Hard to say, but it looks like you're updating the GUI constantly. I'd be tempted to try and make it event driven, but it's hard to say how this might look for you, without understanding your situation better.
Here's an example of what we do: We have health and power in our GUI and ins$$anonymous$$d of constantly watching the value of the players health, we subscribe to C# events on the player's PlayerCharacter class which are triggered when the health or power change and we only update the GUI when some change has occurred.
I don't know if that might help you think of a different way to do what you're doing, but otherwise if you can describe what is going one from the player's perspective, that might help my understanding a bit.

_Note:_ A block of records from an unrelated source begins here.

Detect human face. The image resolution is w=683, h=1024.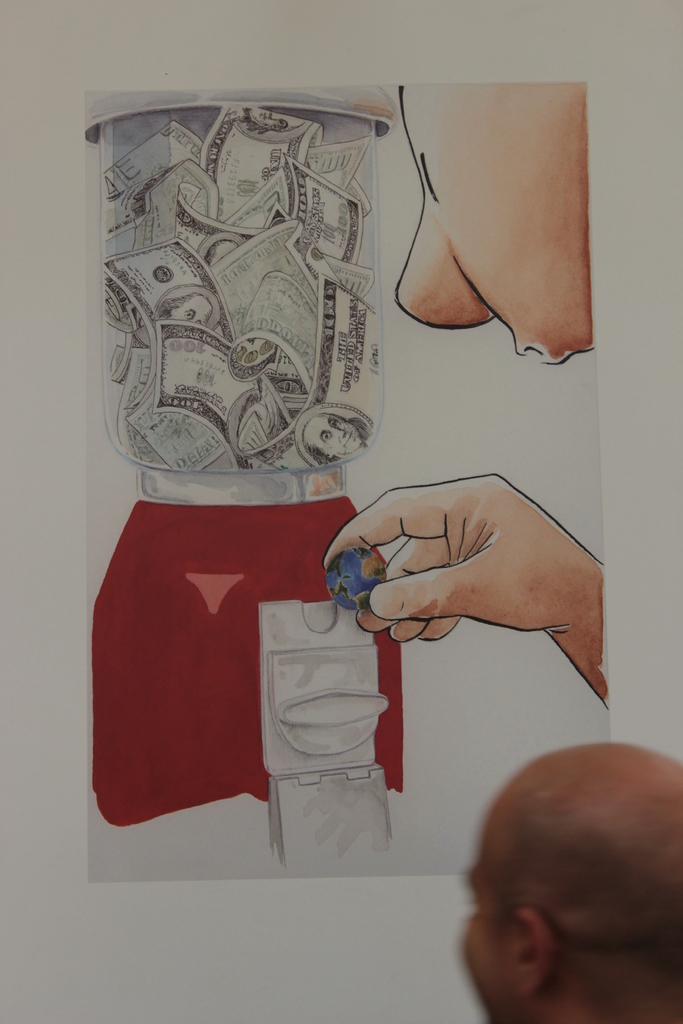
x1=460 y1=819 x2=502 y2=1023.
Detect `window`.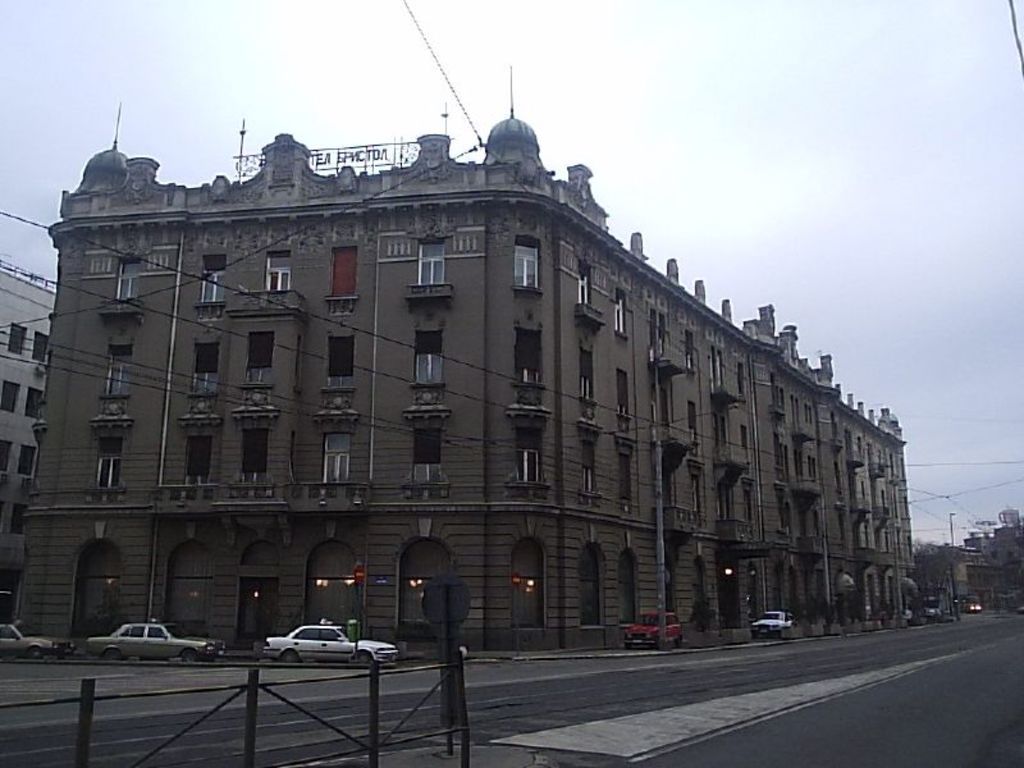
Detected at locate(0, 439, 17, 476).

Yeah, I know I'm not explaining myself too well. The game would be close to a Sim's type game, very loosely though. There isn't a "player" but you use types of currency to buy and upgrade stuff. This part of the code deals with getting that objects information and having it update it and stop when a new item is clicked.
I did add a check to only send the message if the variable changes. Thanks.